The Mekeel breeding program started in 1939, and for the past ten years they have improved their broodmare band with the purchase of outstanding mares whenever possible. They now have thirty-one Arabians headed by their stallion Ankar. They have recently purchased a young stallion from Mr. Henry Babson of Chicago. This stallion is by Fadl and out of Bint Bint Sabbah. They have great hopes for him.

Ankar has only been shown twice. The first time at the Westminster Horse Show where he won first in the mature stallion class, and the second time at the Los Angeles Country Spring Fair where he also won the mature stallion class as well as being made champion stallion.

His sire was Antez whose blood is probably as highly regarded today by some Arabian breeders as any horse of our generation. It is a rare blending — of blood lines indeed to be able to get so many desirable points to culminate in one individual.

Lack of space prohibits a detailed description of each of his four notable grandparents. One of them, however, may shed some light as to why beauty and strength may be combined to such a high degree.

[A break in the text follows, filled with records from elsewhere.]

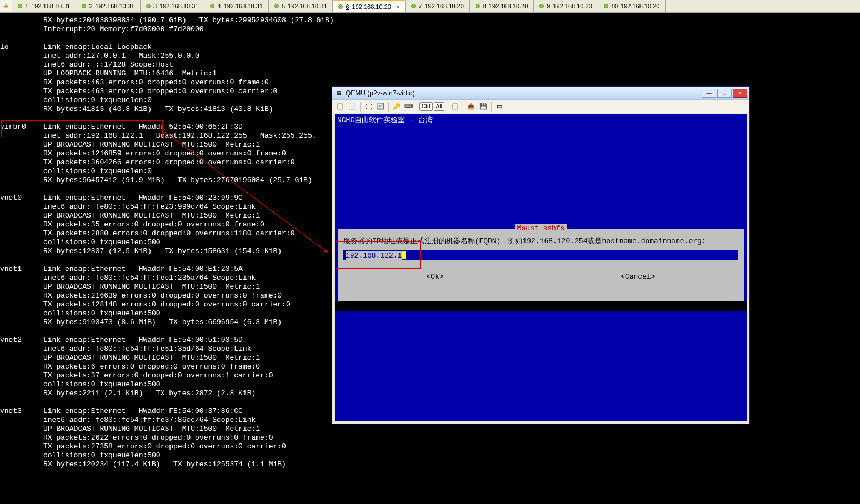 This screenshot has height=504, width=860. What do you see at coordinates (541, 93) in the screenshot?
I see `qemu-title-bar: 🖥 QEMU (p2v-win7-virtio) — □ ✕` at bounding box center [541, 93].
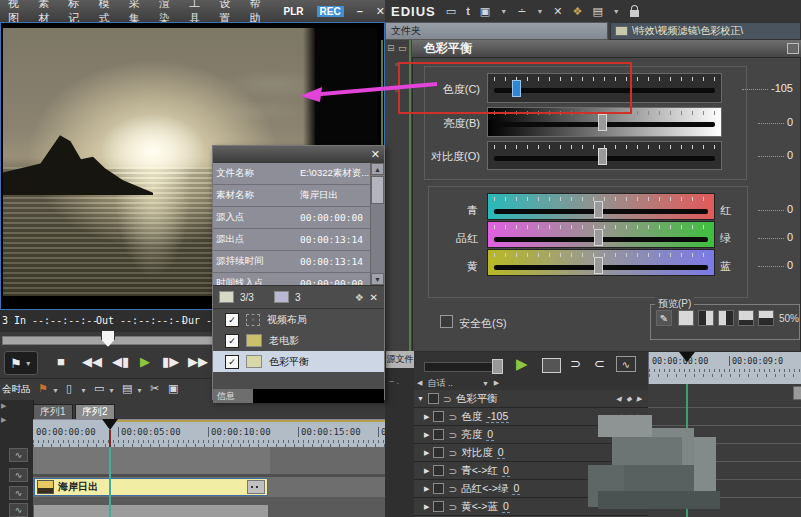 The height and width of the screenshot is (517, 801). What do you see at coordinates (53, 412) in the screenshot?
I see `tab-sequence1: 序列1` at bounding box center [53, 412].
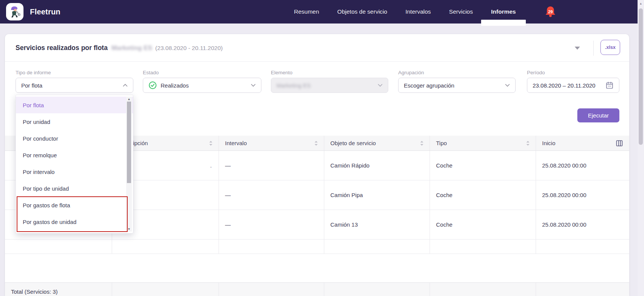 The width and height of the screenshot is (644, 296). I want to click on dropdown-item-por-tipo-de-unidad: Por tipo de unidad, so click(74, 188).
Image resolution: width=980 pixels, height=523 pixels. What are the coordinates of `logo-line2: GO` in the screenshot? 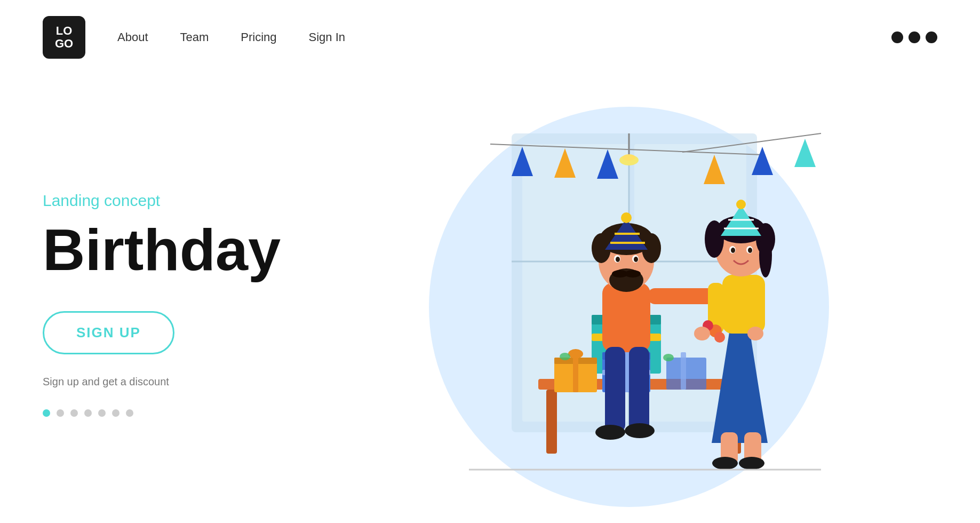 It's located at (64, 44).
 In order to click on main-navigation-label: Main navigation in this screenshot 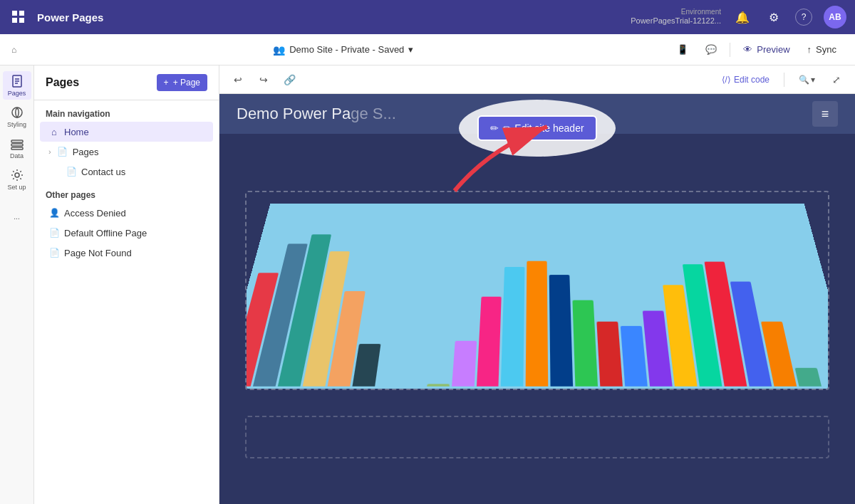, I will do `click(127, 111)`.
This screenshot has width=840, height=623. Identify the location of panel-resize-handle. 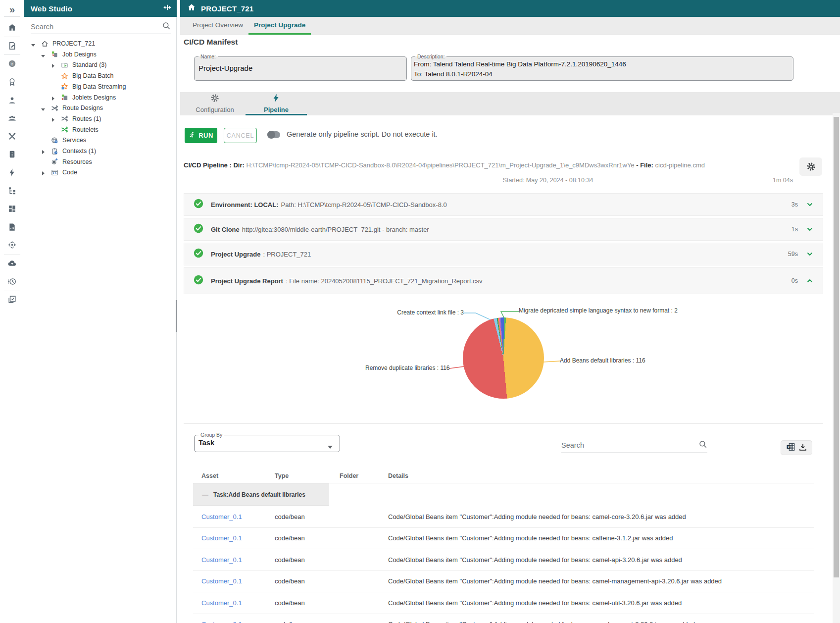
(176, 316).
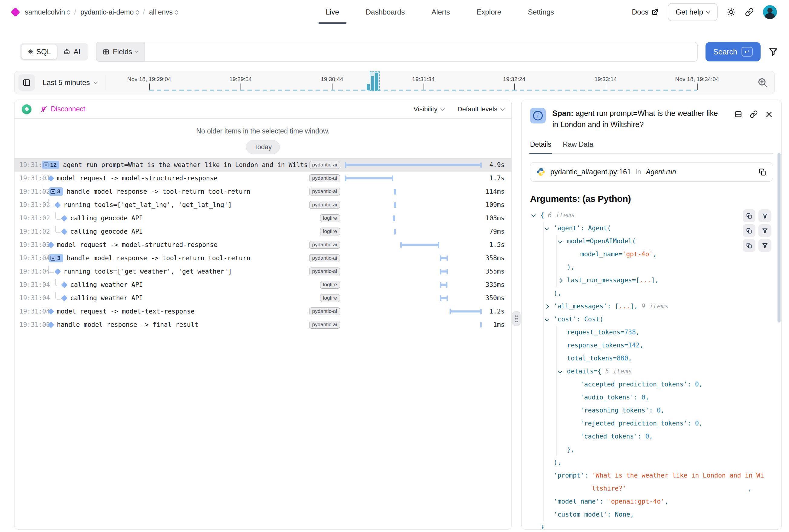 The image size is (789, 532). I want to click on timeline-selection, so click(374, 81).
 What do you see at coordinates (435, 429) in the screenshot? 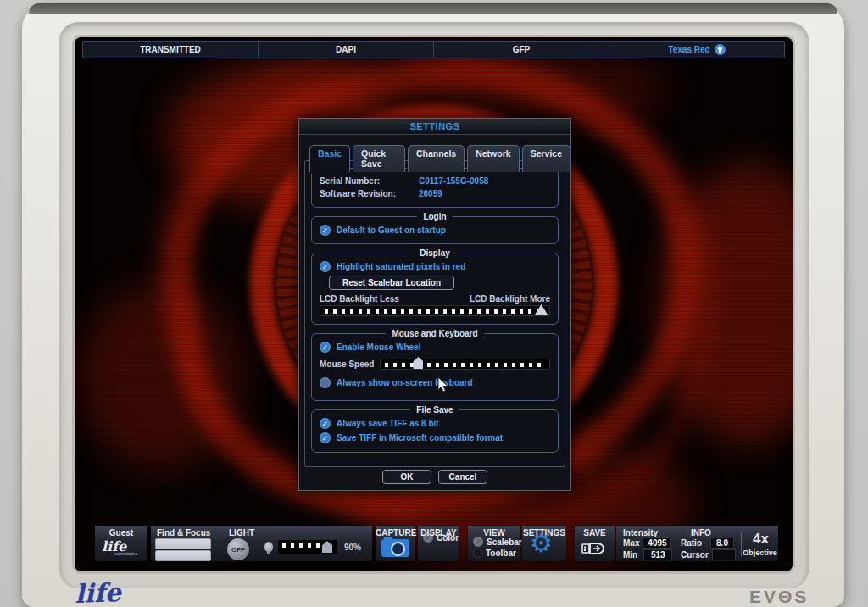
I see `group-file-save: File Save Always save TIFF as 8 bit Save…` at bounding box center [435, 429].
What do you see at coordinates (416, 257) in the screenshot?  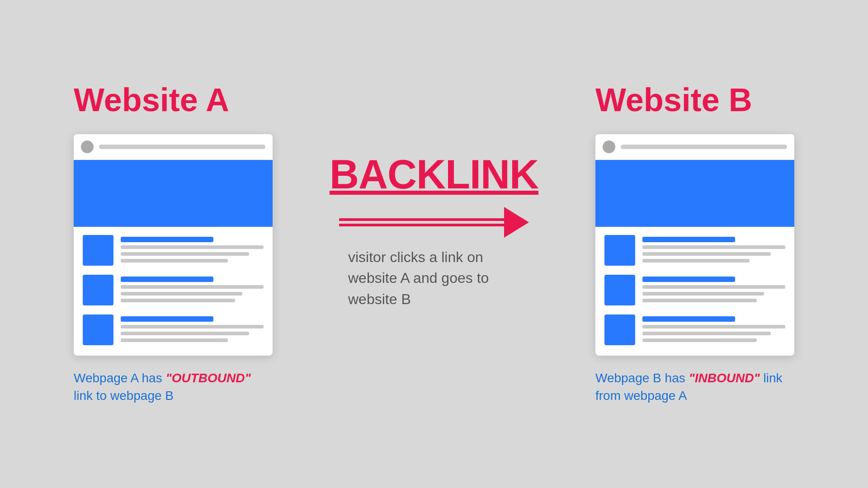 I see `visitor-text-line1: visitor clicks a link on` at bounding box center [416, 257].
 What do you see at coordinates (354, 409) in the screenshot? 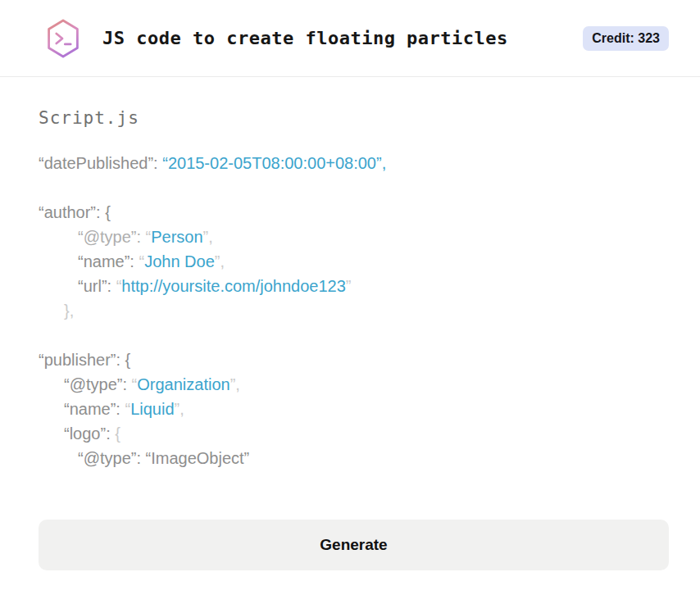
I see `code-line: “name”: “Liquid”,` at bounding box center [354, 409].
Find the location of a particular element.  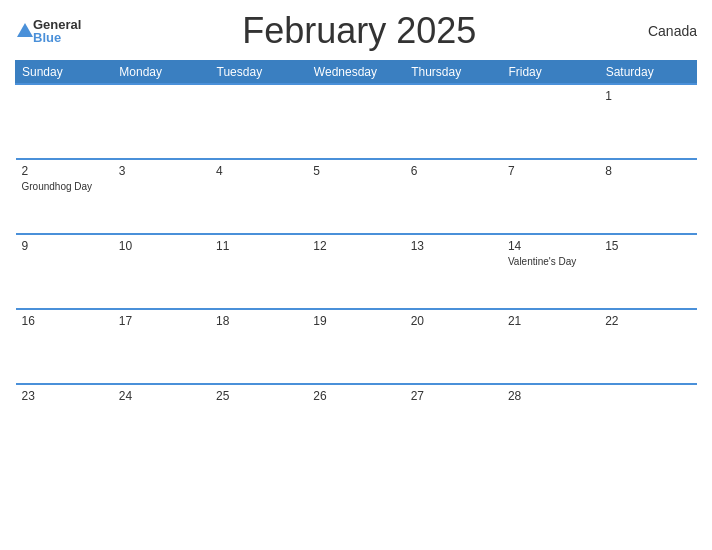

day-number: 28 is located at coordinates (550, 396).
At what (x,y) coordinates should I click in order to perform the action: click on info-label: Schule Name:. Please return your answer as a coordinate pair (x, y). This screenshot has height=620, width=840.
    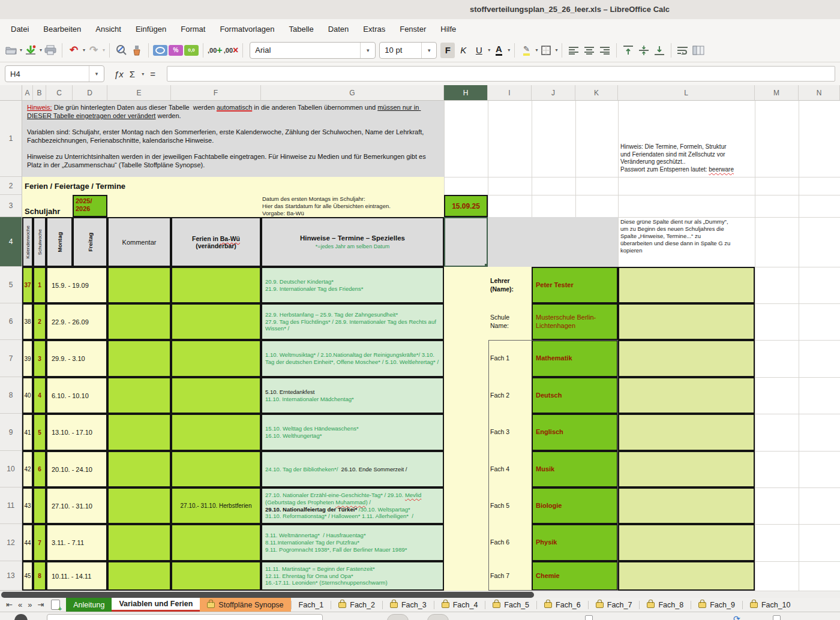
    Looking at the image, I should click on (510, 321).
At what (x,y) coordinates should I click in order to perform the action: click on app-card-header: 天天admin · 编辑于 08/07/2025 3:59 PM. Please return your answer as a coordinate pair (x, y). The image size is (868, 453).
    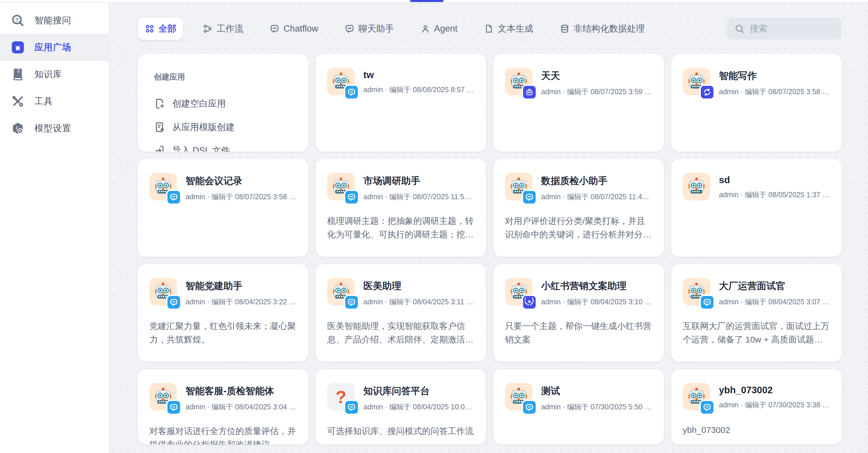
    Looking at the image, I should click on (579, 82).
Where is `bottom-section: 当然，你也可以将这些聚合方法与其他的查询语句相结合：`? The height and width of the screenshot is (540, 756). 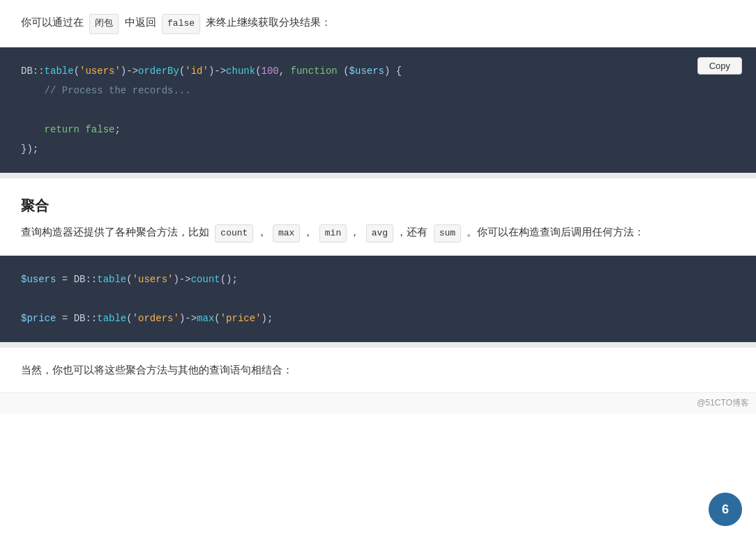 bottom-section: 当然，你也可以将这些聚合方法与其他的查询语句相结合： is located at coordinates (378, 371).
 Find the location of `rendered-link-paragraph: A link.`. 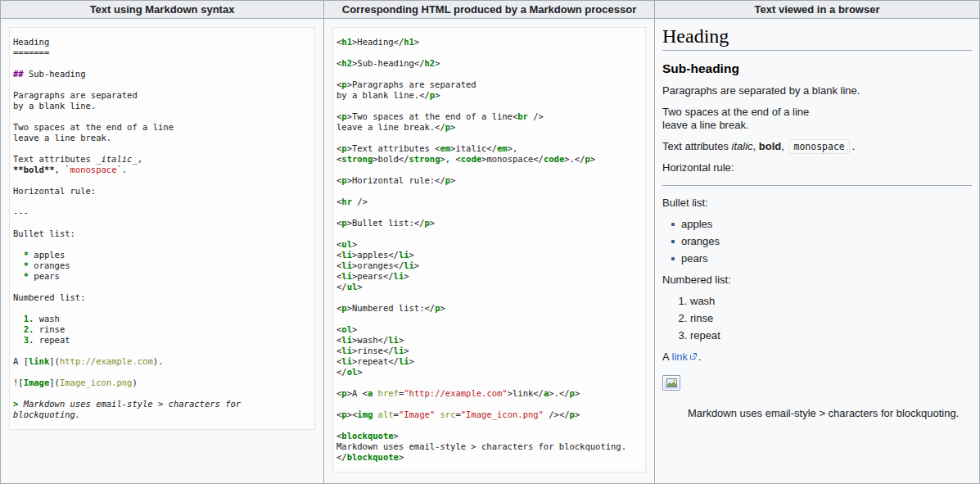

rendered-link-paragraph: A link. is located at coordinates (817, 357).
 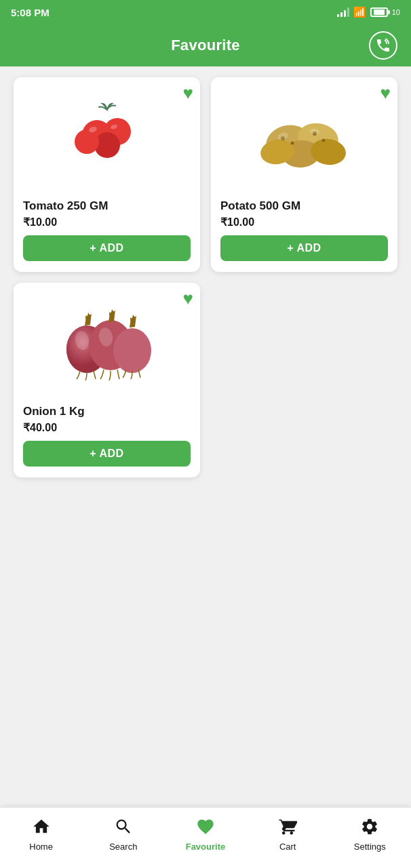 What do you see at coordinates (359, 12) in the screenshot?
I see `wifi-icon: 📶` at bounding box center [359, 12].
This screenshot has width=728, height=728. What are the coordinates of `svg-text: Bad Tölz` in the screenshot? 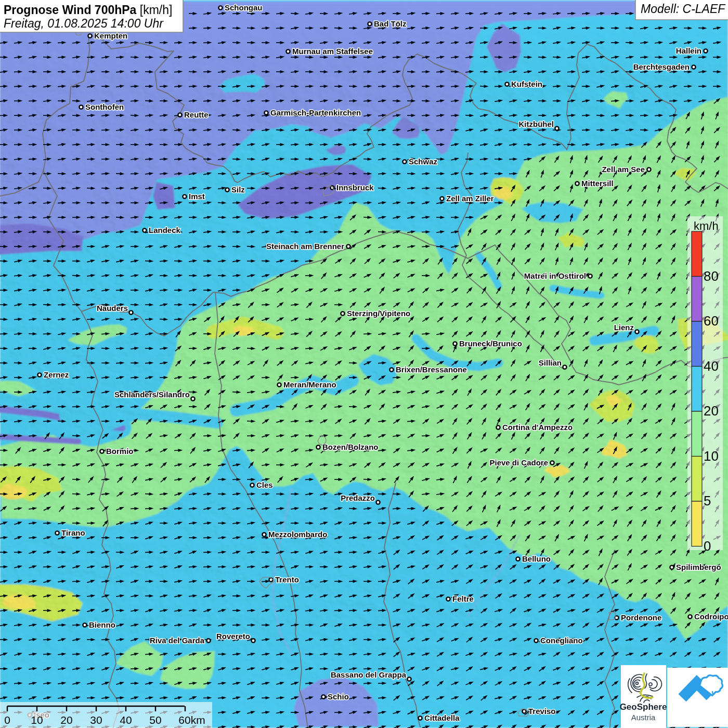 It's located at (390, 24).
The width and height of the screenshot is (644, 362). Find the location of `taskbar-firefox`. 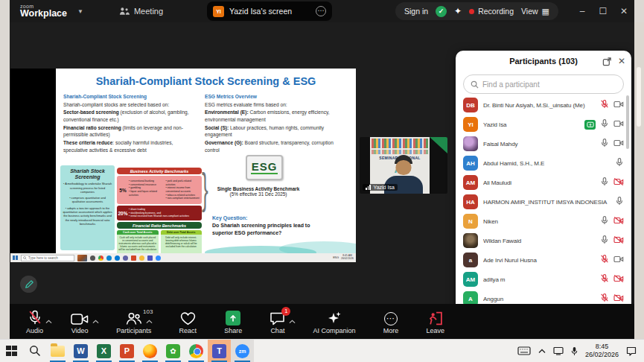

taskbar-firefox is located at coordinates (150, 351).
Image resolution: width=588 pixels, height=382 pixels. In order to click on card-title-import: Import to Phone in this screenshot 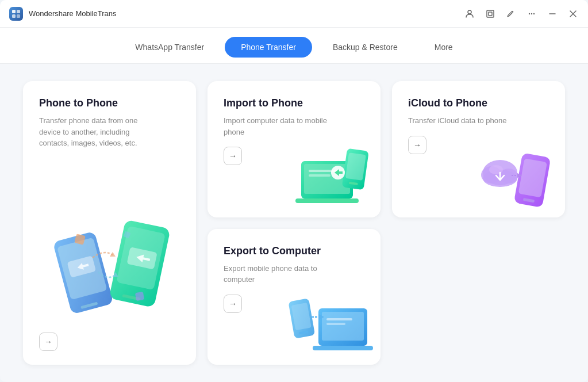, I will do `click(294, 104)`.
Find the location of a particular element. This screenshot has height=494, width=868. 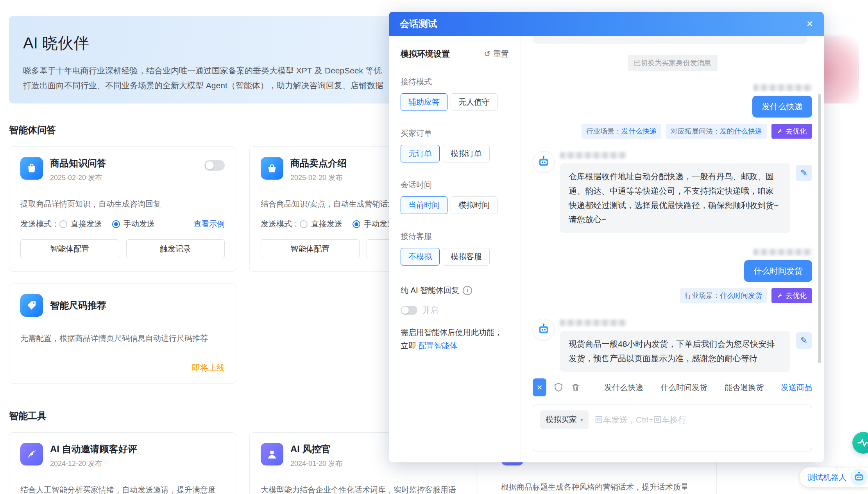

GRANDSIRE – HARARA — an Abeyan Sherrak, for years a leading sire in Porto Rico and until his death in 1933 owned by the Central Aguirre Sugar Company. Harara’s dam was *Haffia, an Abeyah Sherrakieh by a Hamdani Simri stallion that was held in such high esteem by the Anazeh tribe in Arabia that they refused to set a price on him for the Italian Government. Her dam, *Abeyah, was considered by Hashem Bey, the Sheykh of all the Anazeh, to have the most rarely beautiful head in the desert. She was distinguished for speed, and, though small, was a marvel of stamina and weight-carrying ability. She was reported to have carried 300 pounds a distance of 35 miles over rough ground in four hours with the sun registering 135. *Haffia was bred by the Shammar tribe in the desert and imported by Homer Davenport to America in 1905.

Ankar is owned by Mr. and Mrs. Leland E. Mekeel, 815 West Washington Blve., Whittier, California.